Citizens and Comrades: Entangled Revolutions and the Production of Knowledge Between Russia and France, 1905-1936
Restricted Access
Abstract
What did Russian people know about 1789 in 1905? What did French people know about 1917 in 1936? Historians of France and Russia have long argued that the French-Russian revolutionary connection is central to both French and Russian/Soviet history. Yet although this interrelationship has been studied in specific contexts, such as those of high politics or political ideology, historians have generally overlooked how the ways in which revolutionary culture circulates become crucial sites of knowledge production in their own right.
This dissertation draws simultaneously from three overlapping historiographical fields—information history, the social history of knowledge, and histories of transnational circulations and exchanges—to show that the interplay of French and Russian revolutionary traditions is better understood as an ecosystem of information that circulated across borders and levels of culture in an intricate, multi-directional way. Employing a methodology of case studies spanning borders, genres, and levels of culture, it draws on a wide variety of published and archival sources to argue that there was a deeper, more popular, more creative, and more cultural relationship, over a longer period of time, between French and Russian revolutionary traditions than has previously been elucidated.
With chapters on history writing, novels and music, lexicons and language, images, and theater, this dissertation demonstrates the breadth and depth of the Russian Revolution’s ongoing entanglements not only with French revolutionary culture, but also with broader a European revolutionary culture. Furthermore, these case studies demonstrate the creativity inherent in these interplays of revolutionary culture. New information that was incongruous with received knowledge did not necessarily present a roadblock for the historical actors involved. Rather, from the first Russian revolution of 1905 through to the Stalin period and the Popular Front era, these discordant moments catalyzed creativity as institutions and individuals—who comprised a wider demographic than is often assumed—attempted to reconcile different parts of their information ecosystems. Analyzing these moments complicates our historical understanding of both the long-term impact revolutions have and of how historical actors use the information available to them. We thus gain a more nuanced understanding of how revolutions and knowledge production processes work.
Description
Ph.D.
Permanent Link
http://hdl.handle.net/10822/1062357Date Published
2021Subject
Type
Embargo Lift Date
2023-08-12
Publisher
Georgetown University
Extent
410 leaves
Collections
Metadata
Show full item recordRelated items
Showing items related by title, author, creator and subject.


Work request ▸
The required answer is each line in the entries below where "part" occurs.

○ ○ ○ ○ ○

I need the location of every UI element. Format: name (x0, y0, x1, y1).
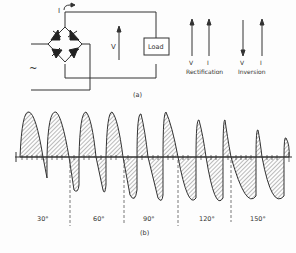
current-arrow-head (71, 3, 75, 7)
rectification-i-label: I (207, 59, 209, 66)
ac-source-symbol: ~ (29, 63, 37, 74)
thyristor-2 (68, 30, 79, 40)
waveform-plot: 30° 60° 90° 120° 150° (b) (15, 112, 292, 237)
mode-rectification (190, 19, 211, 56)
rectification-v-label: V (189, 59, 194, 66)
voltage-label: V (111, 43, 116, 51)
dc-negative-wire (65, 64, 156, 78)
thyristor-3 (52, 48, 62, 58)
part-b-caption: (b) (140, 229, 149, 237)
firing-angle-90: 90° (143, 215, 155, 223)
voltage-waveform (20, 112, 289, 201)
bridge-outline (48, 27, 82, 62)
inversion-label: Inversion (238, 68, 266, 75)
load-label: Load (148, 43, 164, 51)
firing-angle-60: 60° (93, 215, 105, 223)
voltage-arrow-head (117, 26, 121, 32)
part-a-caption: (a) (133, 91, 142, 99)
firing-angle-30: 30° (37, 215, 49, 223)
mode-inversion (241, 19, 264, 56)
thyristor-1 (51, 30, 61, 40)
rectification-label: Rectification (186, 68, 223, 75)
inversion-i-label: I (260, 59, 262, 66)
inversion-v-label: V (240, 59, 245, 66)
firing-angle-120: 120° (199, 215, 215, 223)
current-label: I (58, 7, 60, 15)
thyristor-converter-figure: I V Load ~ (a) V I Rectification V I Inv… (0, 0, 296, 253)
thyristors (51, 30, 79, 58)
firing-angle-150: 150° (250, 215, 266, 223)
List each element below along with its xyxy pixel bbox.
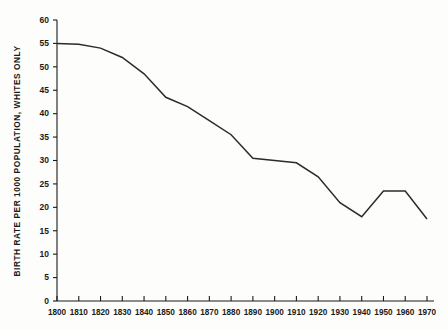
y-axis-title-text: BIRTH RATE PER 1000 POPULATION, WHITES O… xyxy=(12,46,22,277)
y-tick-label: 0 xyxy=(44,296,49,306)
y-tick-label: 30 xyxy=(40,155,50,165)
x-tick-label: 1880 xyxy=(222,308,241,317)
y-tick-label: 35 xyxy=(40,132,50,142)
y-tick-label: 15 xyxy=(40,226,50,236)
x-tick-label: 1960 xyxy=(396,308,415,317)
y-tick-label: 45 xyxy=(40,85,50,95)
x-tick-label: 1910 xyxy=(287,308,306,317)
y-axis-title: BIRTH RATE PER 1000 POPULATION, WHITES O… xyxy=(12,46,22,277)
x-tick-label: 1950 xyxy=(374,308,393,317)
chart-canvas: BIRTH RATE PER 1000 POPULATION, WHITES O… xyxy=(0,0,448,330)
x-tick-label: 1850 xyxy=(157,308,176,317)
y-tick-label: 40 xyxy=(40,108,50,118)
y-tick-label: 20 xyxy=(40,202,50,212)
x-tick-label: 1840 xyxy=(135,308,154,317)
y-tick-label: 50 xyxy=(40,62,50,72)
x-tick-label: 1930 xyxy=(331,308,350,317)
x-tick-label: 1900 xyxy=(266,308,285,317)
x-tick-label: 1940 xyxy=(353,308,372,317)
y-tick-label: 10 xyxy=(40,249,50,259)
x-tick-label: 1920 xyxy=(309,308,328,317)
x-tick-label: 1800 xyxy=(48,308,67,317)
y-tick-label: 25 xyxy=(40,179,50,189)
y-tick-label: 5 xyxy=(44,272,49,282)
data-series-line xyxy=(57,43,427,219)
birth-rate-line-chart: BIRTH RATE PER 1000 POPULATION, WHITES O… xyxy=(0,0,448,330)
y-tick-label: 55 xyxy=(40,38,50,48)
x-tick-label: 1970 xyxy=(418,308,437,317)
x-tick-label: 1870 xyxy=(200,308,219,317)
x-tick-label: 1860 xyxy=(178,308,197,317)
x-tick-label: 1830 xyxy=(113,308,132,317)
y-axis-ticks: 051015202530354045505560 xyxy=(40,15,57,306)
x-tick-label: 1810 xyxy=(70,308,89,317)
x-tick-label: 1820 xyxy=(91,308,110,317)
x-tick-label: 1890 xyxy=(244,308,263,317)
x-axis-ticks: 1800181018201830184018501860187018801890… xyxy=(48,296,437,317)
y-tick-label: 60 xyxy=(40,15,50,25)
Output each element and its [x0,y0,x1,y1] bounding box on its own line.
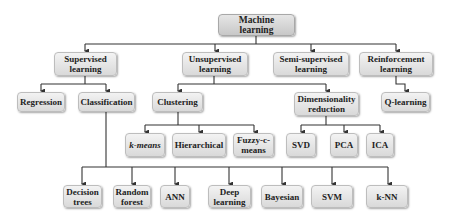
node-label: ANN [165,192,185,202]
node-bayesian: Bayesian [261,185,303,208]
node-label: Supervised learning [64,54,107,74]
node-label: Semi-supervised learning [280,54,343,74]
node-label: Machine learning [221,15,292,35]
node-label: Random forest [116,187,149,207]
node-label: Fuzzy-c- means [237,135,270,155]
node-label: SVM [322,192,342,202]
node-dimensionality-reduction: Dimensionality reduction [294,92,359,116]
node-k-means: k-means [125,133,165,157]
node-label: Clustering [157,97,198,107]
node-k-nn: k-NN [366,185,408,208]
node-label: Decision trees [66,187,99,207]
node-unsupervised-learning: Unsupervised learning [182,52,248,76]
node-reinforcement-learning: Reinforcement learning [359,52,433,76]
node-label: Bayesian [265,192,300,202]
node-fuzzy-c-means: Fuzzy-c- means [233,133,274,157]
node-q-learning: Q-learning [381,92,430,112]
node-label: Classification [81,97,133,107]
node-label: Q-learning [385,97,427,107]
node-supervised-learning: Supervised learning [54,52,117,76]
node-hierarchical: Hierarchical [172,133,226,157]
node-label: PCA [335,140,354,150]
node-decision-trees: Decision trees [63,185,102,208]
node-label: Dimensionality reduction [297,94,355,114]
node-label: ICA [372,140,389,150]
node-ann: ANN [160,185,190,208]
node-semi-supervised-learning: Semi-supervised learning [273,52,349,76]
node-classification: Classification [78,92,135,112]
node-label: Hierarchical [175,140,223,150]
node-label: Regression [20,97,62,107]
node-machine-learning: Machine learning [218,14,295,36]
node-svd: SVD [286,133,316,157]
node-random-forest: Random forest [113,185,151,208]
node-pca: PCA [330,133,358,157]
node-svm: SVM [311,185,353,208]
node-label: k-NN [376,192,397,202]
node-ica: ICA [366,133,394,157]
node-label: k-means [129,140,161,150]
node-deep-learning: Deep learning [208,185,251,208]
node-label: Unsupervised learning [189,54,242,74]
node-label: Deep learning [213,187,245,207]
node-label: SVD [292,140,310,150]
node-label: Reinforcement learning [368,54,425,74]
node-regression: Regression [17,92,65,112]
node-clustering: Clustering [152,92,203,112]
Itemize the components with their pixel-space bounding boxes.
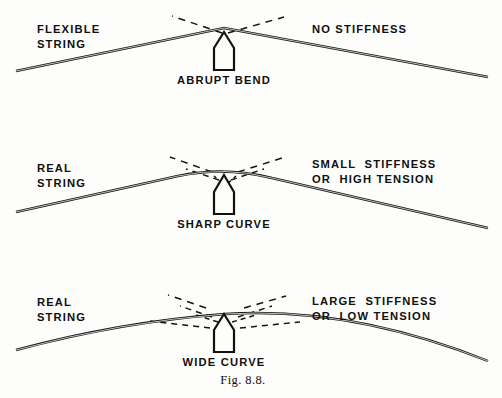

○ ○ ○ ○ ○

Task answer ▸
part-b-caption: (b) (140, 229, 149, 237)
part-a-caption: (a) (133, 91, 142, 99)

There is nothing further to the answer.